The spinoff/fork differential in price is key; price drop by itself only expresses ambiguous warning that many people will simply take to reinforce their current view.
For Corecoins to diverge in price from what we will want to call bitcoins, there needs to be substantial difference in what people think the values of the two Bitcoin ledger-copies will end up being. Right now too many people continue to think Core will keep things acceptable for the future (including promised timely blocksize increase), so there is not enough difference to motivate an exchange to offer fork or spinoff coin futures. It would still seem just a bit premature when I think about it realistically. This kind of unprecedented maneuver won't happen until things start getting ridiculous.
Think from the position of an investor that is not down in the weeds of this debate like we are. They will simply assume Core's promises are sincere and see no reason to do anything unorthodox like forking or spinning off, and - they may say - even should such a thing be needed, we would like to assume for the time being that it is not.
"I am an old man and have known a great many troubles, but most of them never happened."
- Mark Twain
The conservative position is to assume things will work out with Core and that they are not totally bonkers. "If they do turn out to be totally bonkers, we can adjust when demand rises substantially beyond the capacity they are willing to offer," they will say. And exchanges may say, "In fact how can we really even justify offering an investment product before that happens?"
The darkmarket subreddits provide a reality check whenever the rest of the community goes crazy with worry over this or that. I have never seen even one single commenter complain about Bitcoin transaction delays or fees on those subs, and although a few markets probably accept altcoins I haven't seen anyone complain about, say, Agora not taking anything but Bitcoin. Any questions are about how to tumble and other things unrelated to network issues.
This shows that all this blocksize high alert full blocks / slow confirmations / etc. is future projection in terms of practical effect on real commerce.
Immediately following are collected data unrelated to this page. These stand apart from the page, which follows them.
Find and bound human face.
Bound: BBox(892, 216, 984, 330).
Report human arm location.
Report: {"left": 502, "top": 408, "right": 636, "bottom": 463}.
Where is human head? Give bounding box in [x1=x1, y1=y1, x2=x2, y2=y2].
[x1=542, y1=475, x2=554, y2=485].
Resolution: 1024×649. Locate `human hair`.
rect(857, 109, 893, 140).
If the darkmarket subs were saying
anything about this I might be sympathetic to guys like /u/Vibr8gKiwi. But as it stands this is just pure anticipatory angst. Warranted by people like us, yes, and there is also the Fidelity Effect, but that degree of hypothetical growth is not enough to get exchanges setting up something unfamiliar like fork arbitrage via futures trading.
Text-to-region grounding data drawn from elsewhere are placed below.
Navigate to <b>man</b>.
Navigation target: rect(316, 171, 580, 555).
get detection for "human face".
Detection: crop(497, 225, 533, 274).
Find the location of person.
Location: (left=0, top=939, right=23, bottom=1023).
If and when things do get ridiculous, and we do see start to see actual commercial users who don't know shit about Bitcoin complaining and darkmarkets starts switching to altcoins for commerce because of congestion and high fees, then the motivation will be there. Wake me when that happens
(And I see several paths that never even lead to that needing to happen.)
As for Segwit preventing future increases in blocksize...with spinoffs anything is possible. To think that Segwit could prevent something in Bitcoin proper would seem to conflate Bitcoin the ledger with Core the protocol that happens to be what most people are using to update the ledger now. The only thing that needs to stay intact for Bitcoin to continue is the record of the keypairs and their balances (the ledger itself).